James Fishback might be America’s first ‘Groyper’ candidate, who embraces extreme alt-right shock tactics.
The 31-year-old Florida gubernatorial hopeful has accused his black opponent of seeking to turn the state into a “Section 8 ghetto,” referring to Section 8 housing vouchers.
He’s praised influencer Nick Fuentes’s supporters and admits to watching the streamer’s far-right show, which has been kicked off all mainstream platforms for hate speech. He flings around incomprehensible groyper language like “goyslop” at his rallies on Florida campuses.
The guy is speaking straight to a new Gen Z reactionary right wing sensibility. And, while it’s turning off older voters, it’s worryingly doing the trick with the new youth right.

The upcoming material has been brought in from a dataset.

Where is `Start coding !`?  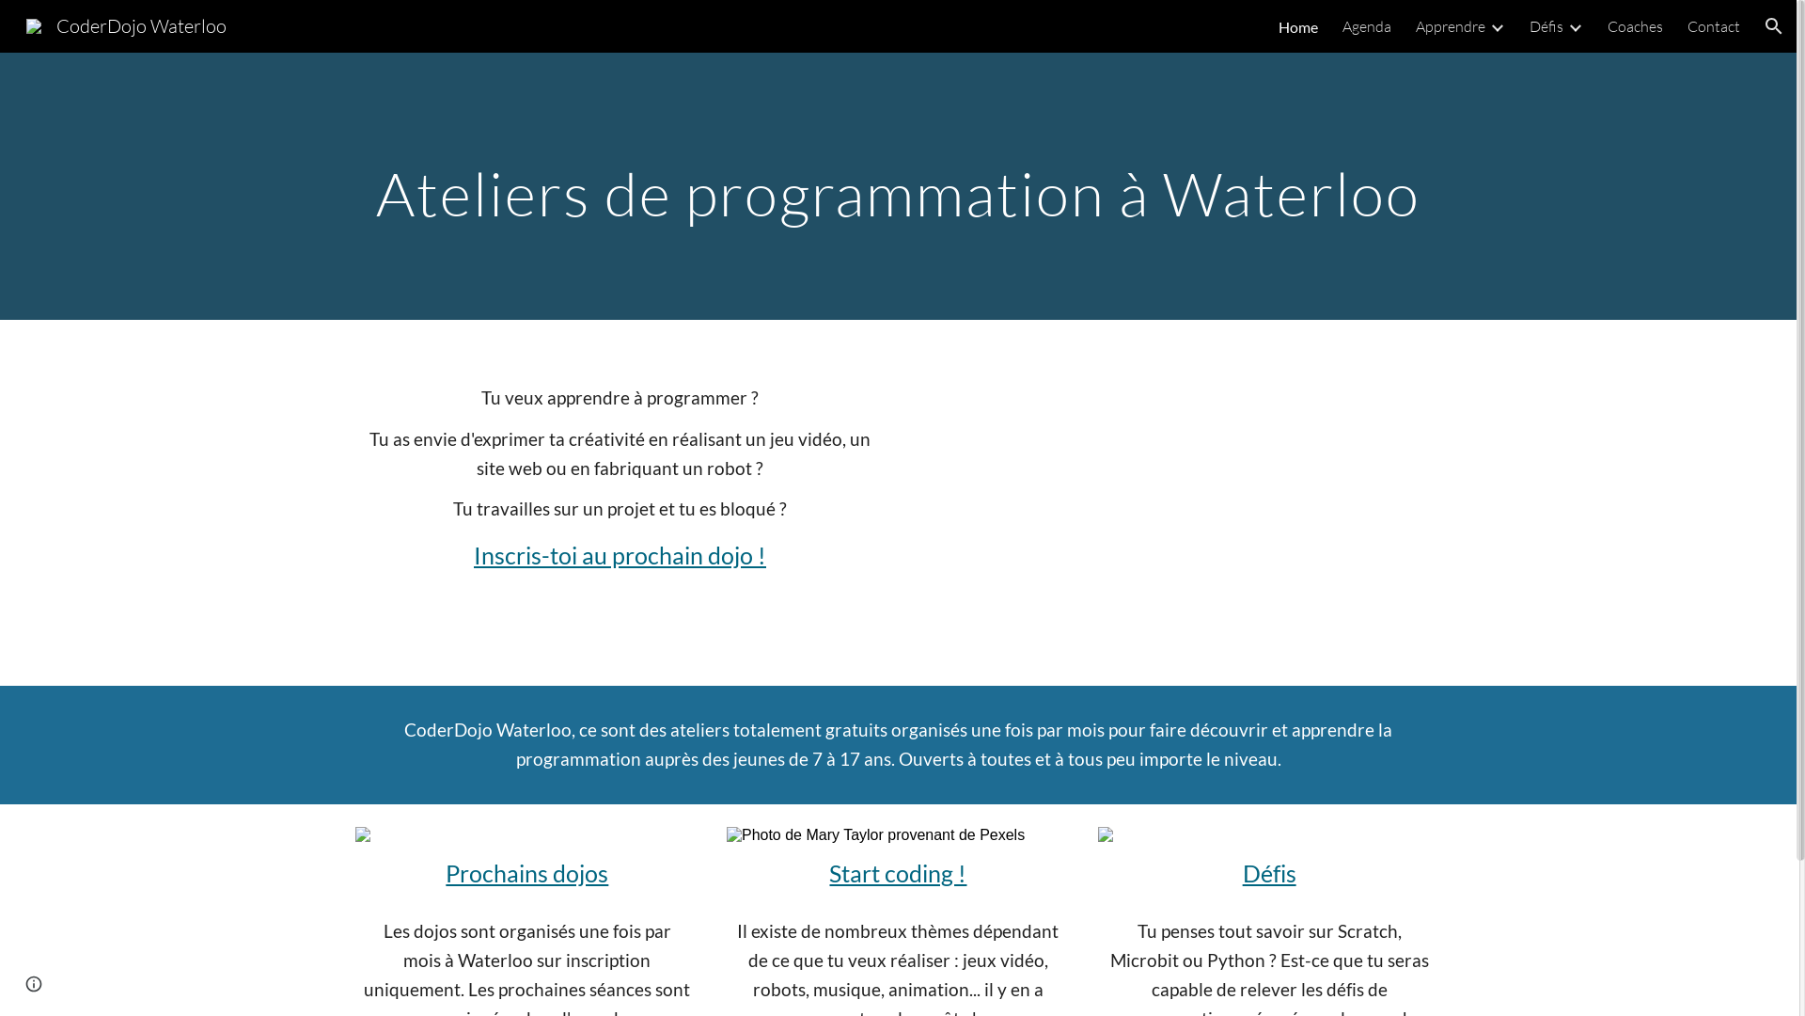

Despite his shameful rhetoric, Fishback has four times as much support as opponent Byron Donalds in the 18 to 34 age demo — a frightening indication of where Gen Z might be taking the party.
According to a February poll from the University of North Florida, Florida Representative Byron Donalds leads in the general electorate at 31%, compared to Fishback’s 6%. Half of voters are still undecided.
But Donalds’ 5 to 1 lead completely flips among young voters, where Fishback leads 4 to 1. He is backed by 32% of 18-to-34-year-olds, while just 8% support Donalds.
It’s a startling indication that Gen Z’s version of conservatism — honed online, and shaped by social media influencers and Twitch streamers — looks very different from their parents’ and grandparents’ versions.
It seems as though Fishback is modeling his campaign off the Gen Z online right: be as provocative as possible for attention and clicks, and push the envelope as far as possible to sustain buzz.
Fishback recently chased Byron Donalds down to call him “AIPAC Shakur” — a play on Tupac Shakur’s name and the American Israel Public Affairs Committee — to his face. He has also dubbed him a “token black” and a “slave to his donors,” while changing his name to “By’rone” in a tweet.
He wants a $50,000 “Mamdani tax” levied against out-of-state buyers (not just New Yorkers) of Florida homes. He’s not just anti-immigration, but anti-immigrant, campaigning on removing every “foreign worker who has stolen a job from us.”
He joined Tinder to meet young female voters, even though NBC reported that a Florida school district cut ties with Fishback in 2022 over an allegedly inappropriate relationship with a minor student.
After Don Lemon was arrested for being present as Minneapolis protesters interrupted a church service, Fishback tweeted in January, “Don Lemon is lucky he’s not getting hanged in the public square for ransacking a church.”
This hasn’t endeared him to older Floridians, but his growing fanbase is indicative of a recent turn by young men to the political right.
Fishback’s rallies have been frequently held at college campuses, where he draws out young male students. The crowd at a Pinellas Young Republicans gathering was overwhelmingly male and mostly under 35, according to the Tampa Bay Times.
Many young men have been influenced by far-right streamer Fuentes, who spews constant racism and antisemitism on his Twitch streams, but Fishback doesn’t seem to have a problem with that.
“I’ve found the audience of young men who follow and watch Nick Fuentes to be actually incredibly informed and insightful and very patriotic,” he said in an interview. Fishback has mastered performing the rhetoric of Fuentes and his followers, known as Groypers.
At a University of Central Florida rally in February, Fishback elicited cheers from the crowd when he vowed to rid school cafeterias of “goyslop.” This was an apparent re-purposing of a the Yiddish word “goy” — a slang term for a non-Jewish person, which is sometimes used in a derogatory manner — which white supremacists have been trying to co-opt.
It would be easy to ignore this guy as some attention hungry loser provocateur — if he didn’t have his finger on an actual political pulse.
Conservatives cheered when young men shifted to the right and supported Trump in record numbers in 2024, but under the assumption that this next generation’s conservatism is legible. Unfortunately, many of them are better represented by James Fishback than they would have been by Ronald Reagan.
We can only hope Gen Z will grow out of this shock-jock, internet-brewed version of conservatism, and refuse to cede the party to the Groypers in the meantime.